September 13, 2024

Potential Future Raiders Minority Owner and G.O.A.T Tom Brady Calls Out NFL

The Las Vegas Raiders might be getting Tom Brady as a member of their ownership group. Like a true Raiders owner, Brady has been openly criticizing the NFL.

The Las Vegas Raiders are trying to return to old-school football under head coach Antonio Pierce. Pierce’s Silver and Black wants to prioritize defense and physicality along with a balanced attack on offense. Think Marcus Allen era Raiders with the power run game and the 1970s vertical passing. Those old films of Cliff Branch running verticals in every reel.

The modern NFL is an offense-friendly league. It has drawn criticism from numerous players and coaches, current and former, along with pundits and analysts. One critic of the NFL has been former quarterback Tom Brady, seven-time Super Bowl champion, surefire first ballot Hall-of-Famer, and arguably the greatest player to ever grace a football field.

Brady, who is in the midst of joining Raiders ownership, recently spoke with sports media personality Stephen A. Smith at a Fanatics Fest town hall. Brady’s criticism revolved around new rules that he feels hinders player development.

“When I watch it, I think we’re regressing in the game a little bit because for a number of different reasons, and I can cite them all the way back for the last 15 years, it could go from ultimately the development of the players is what’s the most important to the NFL,” Brady said. “If you want football to be good, you’re going to want to develop these players to be better every single year. And the reality is we don’t have the processes in place for those players to be better year after year. They may maintain, they may be slightly better, but not at the improvement levels we were able to make when I was a younger player. Through our ability to practice more, we had less distractions, there was much more opportunity in the offseason to train, there was more opportunity in training camp to train, there was more opportunity in the regular season to train. We had, and not only in pro level, but college sports, because whatever gets adopted at the pro level ultimately gets adopted to the college level, and from the college level, it gets adopted to the high school level.

“And now I look at what could be a little bit dangerous is now there are players transferring from schools when they are not playing. And they’re going to different programs and they’re going to different techniques they are learning. They are never advancing in their own individual system. There used to be college programs, now there are college teams. You’re no longer learning a program, you’re learning a playbook.”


- [YOUR TASK]: Find every line in the records below that holds the word "Hectares", and copy each one.

- [EXTRACTED MATERIAL]:

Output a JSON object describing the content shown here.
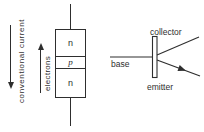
{
  "diagram": {
    "title_semantic": "npn-transistor-structure-and-symbol",
    "left_figure": {
      "conventional_current_label": "conventional current",
      "electrons_label": "electrons",
      "layers": [
        {
          "label": "n"
        },
        {
          "label": "p"
        },
        {
          "label": "n"
        }
      ]
    },
    "right_figure": {
      "collector_label": "collector",
      "base_label": "base",
      "emitter_label": "emitter"
    },
    "colors": {
      "line": "#2e2e2e",
      "text": "#2e2e2e",
      "background": "#ffffff"
    }
  }
}
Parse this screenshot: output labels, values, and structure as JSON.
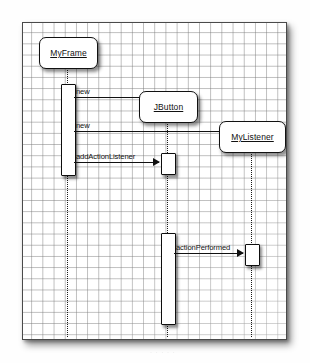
{
  "diagram": {
    "type": "uml-sequence-diagram",
    "background": "graph-paper-grid",
    "frame_color": "#4a4a4a",
    "ink_color": "#111111",
    "participants": [
      {
        "id": "myframe",
        "label": "MyFrame",
        "x": 16,
        "y": 14,
        "w": 57,
        "h": 30
      },
      {
        "id": "jbutton",
        "label": "JButton",
        "x": 116,
        "y": 68,
        "w": 57,
        "h": 30
      },
      {
        "id": "mylistener",
        "label": "MyListener",
        "x": 196,
        "y": 98,
        "w": 65,
        "h": 30
      }
    ],
    "lifelines": [
      {
        "id": "lifeline-myframe",
        "x": 44,
        "y": 44,
        "h": 270
      },
      {
        "id": "lifeline-jbutton",
        "x": 144,
        "y": 98,
        "h": 216
      },
      {
        "id": "lifeline-mylistener",
        "x": 228,
        "y": 128,
        "h": 186
      }
    ],
    "activations": [
      {
        "id": "activation-myframe-main",
        "x": 38,
        "y": 61,
        "w": 13,
        "h": 90
      },
      {
        "id": "activation-jbutton-add",
        "x": 138,
        "y": 130,
        "w": 13,
        "h": 20
      },
      {
        "id": "activation-jbutton-click",
        "x": 138,
        "y": 210,
        "w": 13,
        "h": 90
      },
      {
        "id": "activation-mylistener",
        "x": 222,
        "y": 221,
        "w": 13,
        "h": 20
      }
    ],
    "messages": [
      {
        "id": "msg-new-jbutton",
        "label": "new",
        "x": 51,
        "y": 74,
        "w": 85,
        "arrow": "solid-filled"
      },
      {
        "id": "msg-new-mylistener",
        "label": "new",
        "x": 51,
        "y": 108,
        "w": 169,
        "arrow": "solid-filled"
      },
      {
        "id": "msg-addactionlistener",
        "label": "addActionListener",
        "x": 51,
        "y": 139,
        "w": 85,
        "arrow": "solid-filled"
      },
      {
        "id": "msg-actionperformed",
        "label": "actionPerformed",
        "x": 151,
        "y": 230,
        "w": 69,
        "arrow": "solid-filled"
      }
    ],
    "caption_ghost": "· · · · ·"
  }
}
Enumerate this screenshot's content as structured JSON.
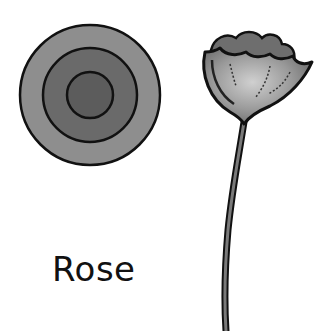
{
  "label": "Rose",
  "figures": {
    "top_view": {
      "name": "rose-top-view",
      "rings": 3
    },
    "side_view": {
      "name": "rose-side-view"
    }
  },
  "colors": {
    "outline": "#111111",
    "outer_ring": "#8e8e8e",
    "middle_ring": "#6a6a6a",
    "inner_ring": "#5c5c5c",
    "petal_light": "#b8b8b8",
    "petal_dark": "#6e6e6e",
    "stem": "#555555",
    "background": "#ffffff"
  }
}
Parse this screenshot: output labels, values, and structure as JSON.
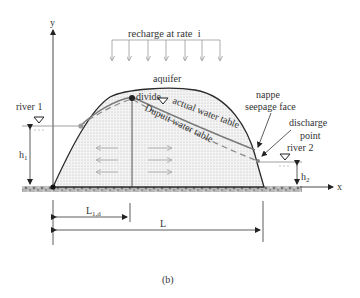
{
  "figure": {
    "caption": "(b)",
    "axes": {
      "y_label": "y",
      "x_label": "x"
    },
    "labels": {
      "recharge": "recharge at rate  i",
      "aquifer": "aquifer",
      "divide": "divide",
      "actual_water_table": "actual water table",
      "dupuit_water_table": "Dupuit water table",
      "nappe": "nappe",
      "seepage_face": "seepage face",
      "discharge": "discharge",
      "point": "point",
      "river1": "river 1",
      "river2": "river 2",
      "h1": "h",
      "h1_sub": "1",
      "h2": "h",
      "h2_sub": "2",
      "L1d": "L",
      "L1d_sub": "1,d",
      "L": "L"
    },
    "colors": {
      "outline": "#2a2a2a",
      "actual_table": "#808080",
      "dupuit_table": "#8a8a8a",
      "fill_dots": "#bdbdbd",
      "ground": "#9a9a9a",
      "flow_arrows": "#b0b0b0"
    }
  }
}
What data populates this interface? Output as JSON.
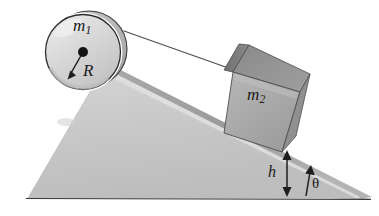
{
  "figure": {
    "kind": "physics-diagram",
    "background_color": "#ffffff"
  },
  "labels": {
    "pulley_mass": "m",
    "pulley_mass_sub": "1",
    "radius": "R",
    "block_mass": "m",
    "block_mass_sub": "2",
    "height": "h",
    "angle": "θ"
  },
  "colors": {
    "incline_front": "#c9c9c9",
    "incline_top_band": "#9d9d9d",
    "incline_highlight": "#e4e4e4",
    "block_front": "#a9a9a9",
    "block_top": "#8d8d8d",
    "block_side": "#777777",
    "cylinder_face": "#d4d4d4",
    "cylinder_rim": "#b0b0b0",
    "outline": "#2b2b2b",
    "cord": "#555555",
    "label_text": "#1a1a1a"
  },
  "geometry": {
    "baseline_y": 198,
    "apex_x": 105,
    "apex_y": 68,
    "ramp_tip_x": 360,
    "ramp_tip_y": 198,
    "base_left_x": 28,
    "cylinder_center_x": 83,
    "cylinder_center_y": 52,
    "cylinder_radius": 38,
    "height_marker_x": 287,
    "height_top_y": 152,
    "height_bottom_y": 196,
    "incline_angle_deg": 23
  },
  "elements": {
    "cylinder_name": "cylinder-m1",
    "block_name": "block-m2",
    "incline_name": "inclined-wedge",
    "cord_name": "connecting-cord",
    "height_arrow_name": "height-dimension-arrow",
    "angle_arrow_name": "angle-indicator-arrow",
    "center_dot_name": "cylinder-center-dot",
    "radius_arrow_name": "radius-arrow"
  }
}
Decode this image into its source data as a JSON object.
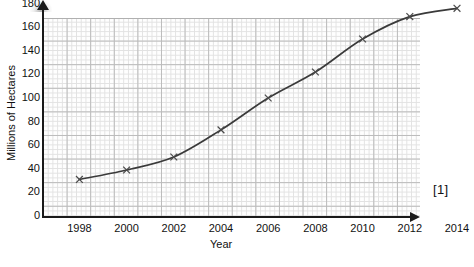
{
  "chart_data": {
    "type": "line",
    "title": "",
    "xlabel": "Year",
    "ylabel": "Millions of Hectares",
    "x": [
      1998,
      2000,
      2002,
      2004,
      2006,
      2008,
      2010,
      2012,
      2014
    ],
    "values": [
      31,
      39,
      50,
      73,
      100,
      122,
      150,
      169,
      176
    ],
    "series": [
      {
        "name": "Millions of Hectares",
        "values": [
          31,
          39,
          50,
          73,
          100,
          122,
          150,
          169,
          176
        ]
      }
    ],
    "xlim": [
      1997,
      2015
    ],
    "ylim": [
      0,
      190
    ],
    "xticks": [
      "1998",
      "2000",
      "2002",
      "2004",
      "2006",
      "2008",
      "2010",
      "2012",
      "2014"
    ],
    "yticks": [
      "0",
      "20",
      "40",
      "60",
      "80",
      "100",
      "120",
      "140",
      "160",
      "180"
    ],
    "ytick_values": [
      0,
      20,
      40,
      60,
      80,
      100,
      120,
      140,
      160,
      180
    ],
    "grid": true,
    "grid_style": "graph-paper",
    "legend": "none",
    "marker": "x",
    "line_color": "#3a3a3a",
    "grid_major_color": "#b9b9b9",
    "grid_minor_color": "#e2e2e2",
    "axis_color": "#1a1a1a"
  },
  "annotations": {
    "marks": "[1]"
  }
}
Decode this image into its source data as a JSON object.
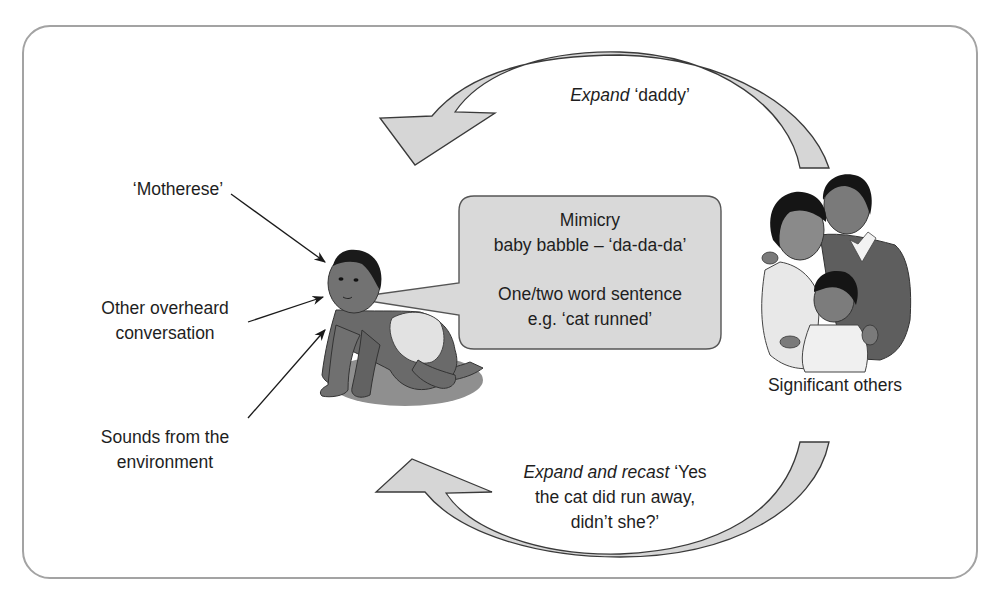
{
  "diagram": {
    "type": "language-acquisition-cycle",
    "colors": {
      "frame_border": "#a3a3a3",
      "arrow_fill": "#d6d6d6",
      "arrow_stroke": "#3a3a3a",
      "bubble_fill": "#d9d9d9",
      "bubble_stroke": "#555555",
      "text": "#1e1e1e"
    },
    "inputs": [
      {
        "id": "motherese",
        "lines": [
          "‘Motherese’"
        ]
      },
      {
        "id": "overheard",
        "lines": [
          "Other overheard",
          "conversation"
        ]
      },
      {
        "id": "environment",
        "lines": [
          "Sounds from the",
          "environment"
        ]
      }
    ],
    "child": {
      "illustration": "crawling-baby-icon"
    },
    "speech_bubble": {
      "block1": [
        "Mimicry",
        "baby babble – ‘da-da-da’"
      ],
      "block2": [
        "One/two word sentence",
        "e.g. ‘cat runned’"
      ]
    },
    "others": {
      "illustration": "family-group-icon",
      "label": "Significant others"
    },
    "top_arrow": {
      "direction": "right-to-left",
      "label_italic": "Expand",
      "label_rest": " ‘daddy’"
    },
    "bottom_arrow": {
      "direction": "right-to-left",
      "label_italic": "Expand and recast",
      "label_rest_line1": " ‘Yes",
      "line2": "the cat did run away,",
      "line3": "didn’t she?’"
    }
  }
}
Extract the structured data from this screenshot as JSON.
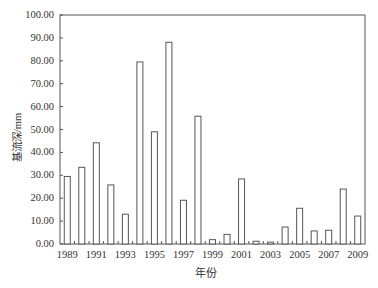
{
  "chart_data": {
    "type": "bar",
    "title": "",
    "xlabel": "年份",
    "ylabel": "基流深/mm",
    "ylim": [
      0,
      100
    ],
    "yticks": [
      "0.00",
      "10.00",
      "20.00",
      "30.00",
      "40.00",
      "50.00",
      "60.00",
      "70.00",
      "80.00",
      "90.00",
      "100.00"
    ],
    "xtick_labels": [
      "1989",
      "1991",
      "1993",
      "1995",
      "1997",
      "1999",
      "2001",
      "2003",
      "2005",
      "2007",
      "2009"
    ],
    "categories": [
      "1989",
      "1990",
      "1991",
      "1992",
      "1993",
      "1994",
      "1995",
      "1996",
      "1997",
      "1998",
      "1999",
      "2000",
      "2001",
      "2002",
      "2003",
      "2004",
      "2005",
      "2006",
      "2007",
      "2008",
      "2009"
    ],
    "values": [
      29.5,
      33.5,
      44.2,
      25.8,
      13.0,
      79.5,
      49.0,
      88.1,
      19.1,
      55.8,
      1.9,
      4.2,
      28.4,
      1.2,
      0.8,
      7.4,
      15.6,
      5.7,
      6.0,
      24.0,
      12.2
    ],
    "grid": false,
    "legend": null,
    "bar_style": {
      "fill": "#ffffff",
      "stroke": "#555555"
    }
  }
}
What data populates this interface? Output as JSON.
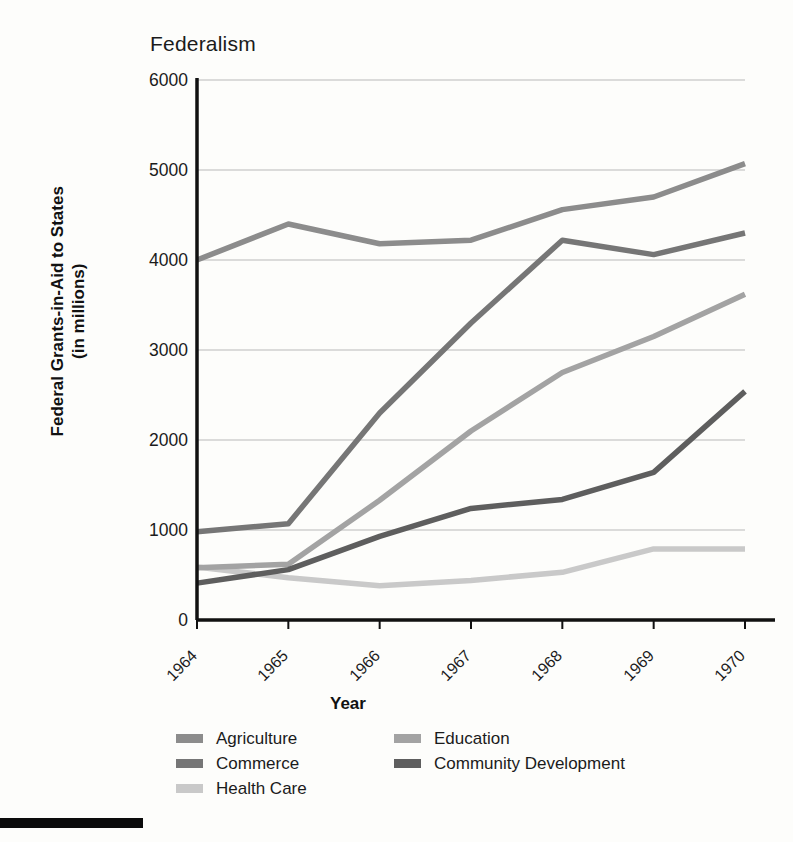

- [COMPLETED EXERCISE]:
    "ylabel": "Millions of Hectares",
        "name": "Millions of Hectares",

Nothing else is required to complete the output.